Task to complete
Print the data below exactly as it stands, and keep the pictures out.

(Collected data)
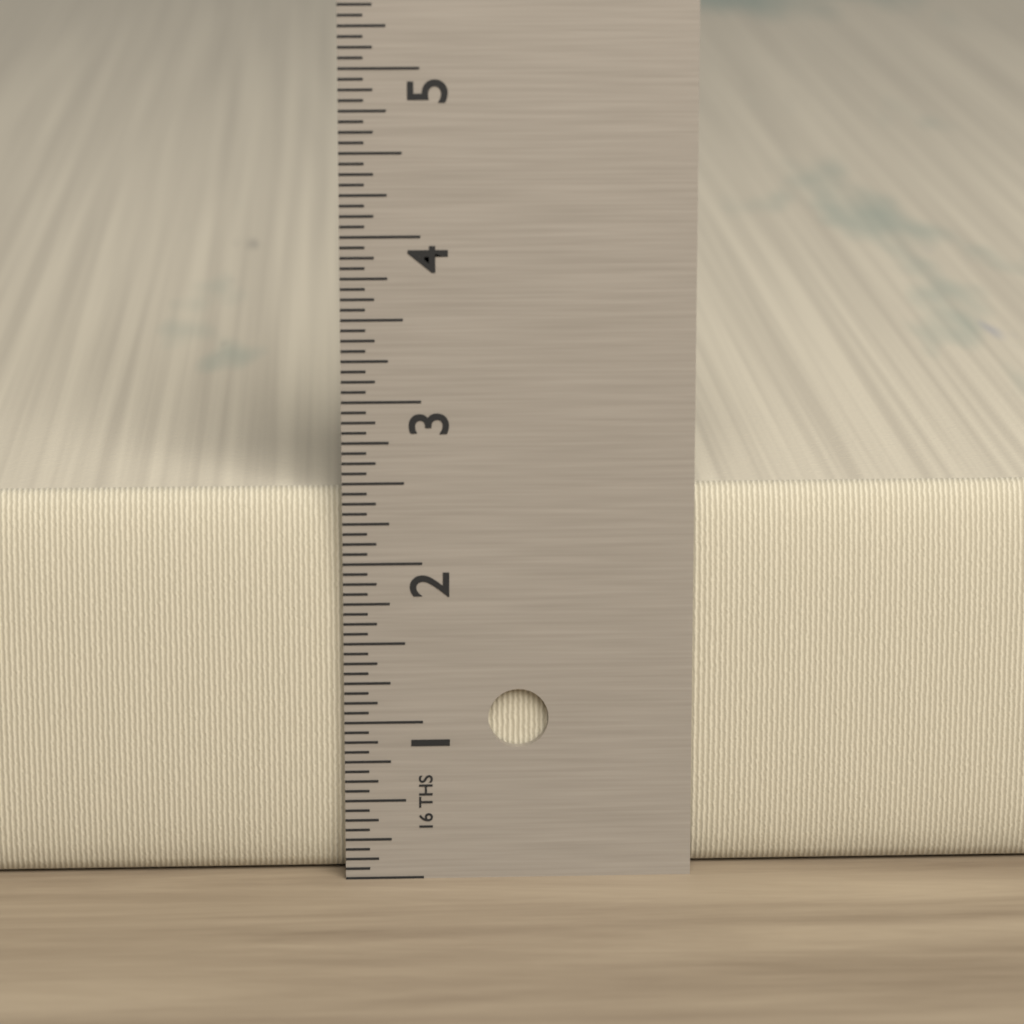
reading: 2.4375 in
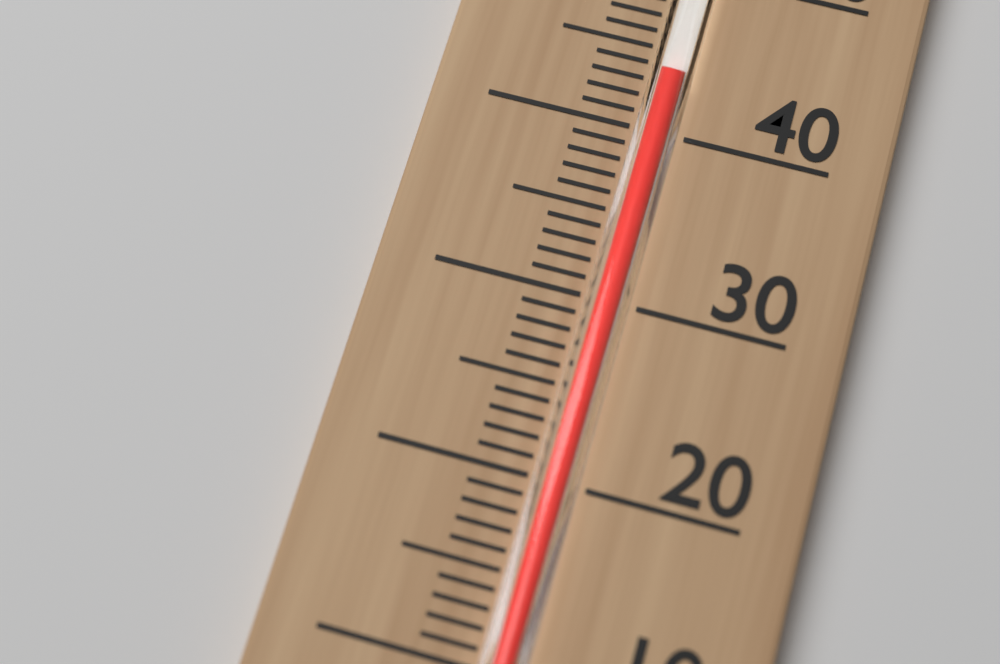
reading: 43 °C
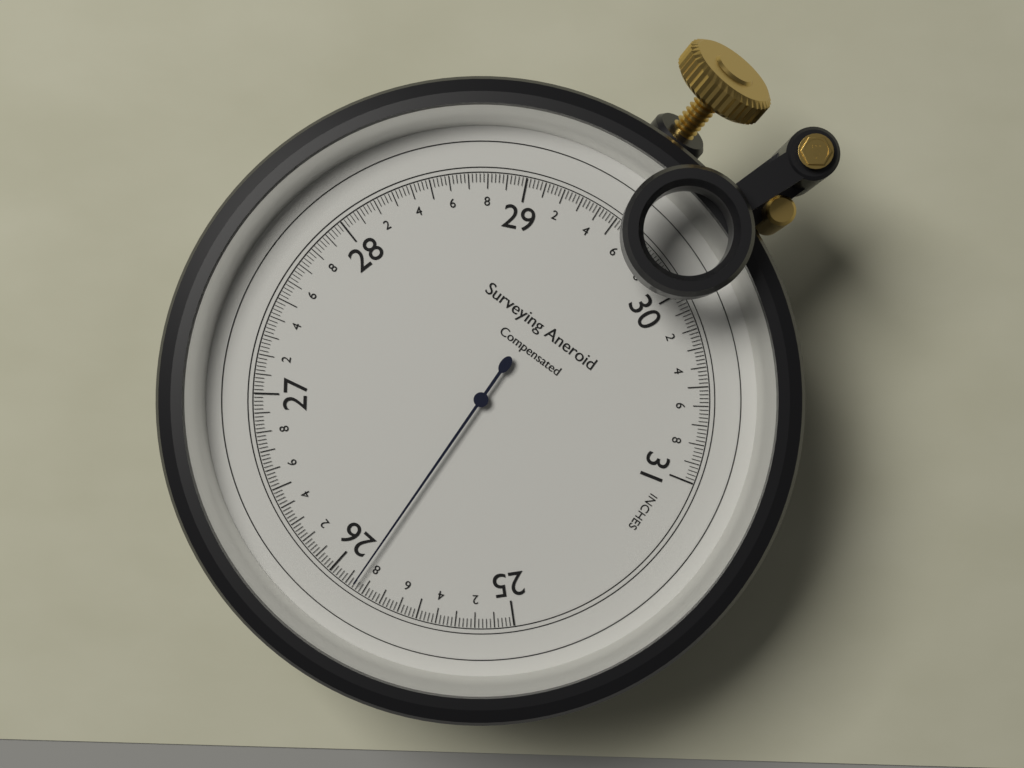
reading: 25.86 inches
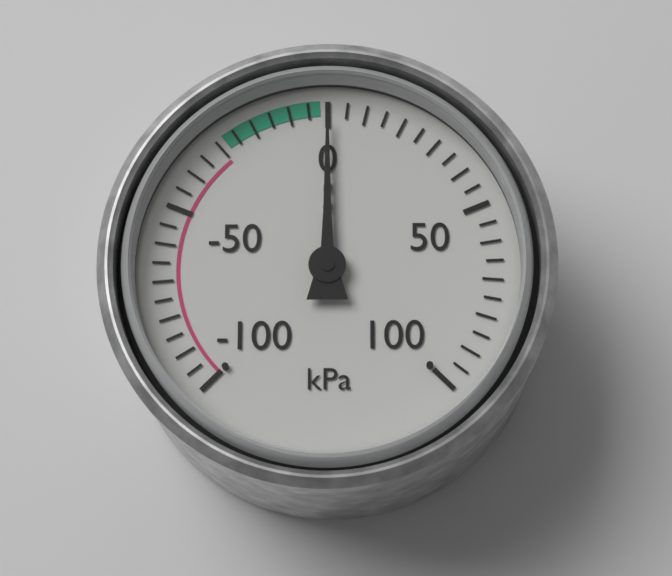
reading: 0 kPa
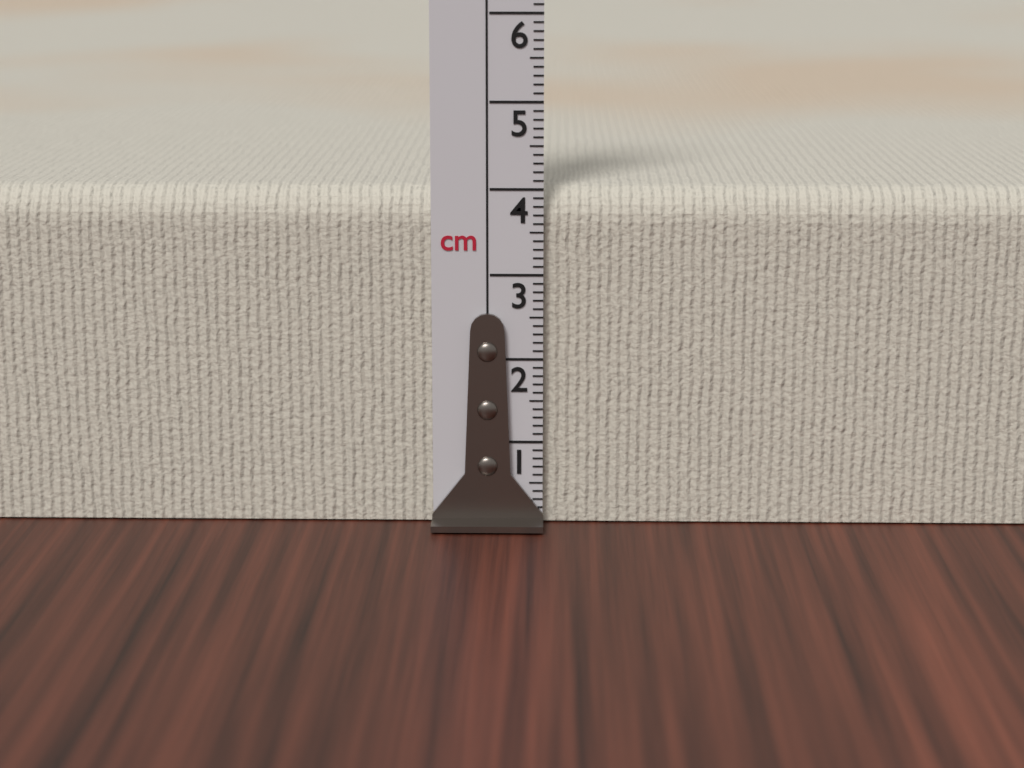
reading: 4.0 cm
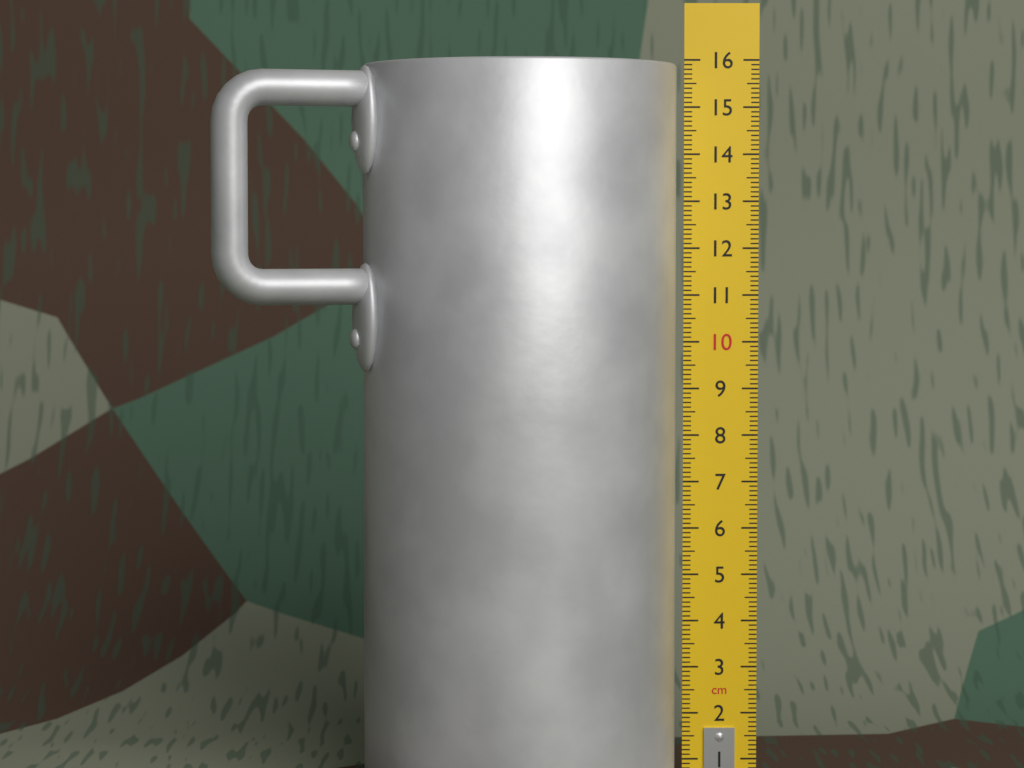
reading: 15.9 cm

Answer for this exercise
reading: 2.4375 in
reading: 43 °C
reading: 25.86 inches
reading: 0 kPa
reading: 4.0 cm
reading: 15.9 cm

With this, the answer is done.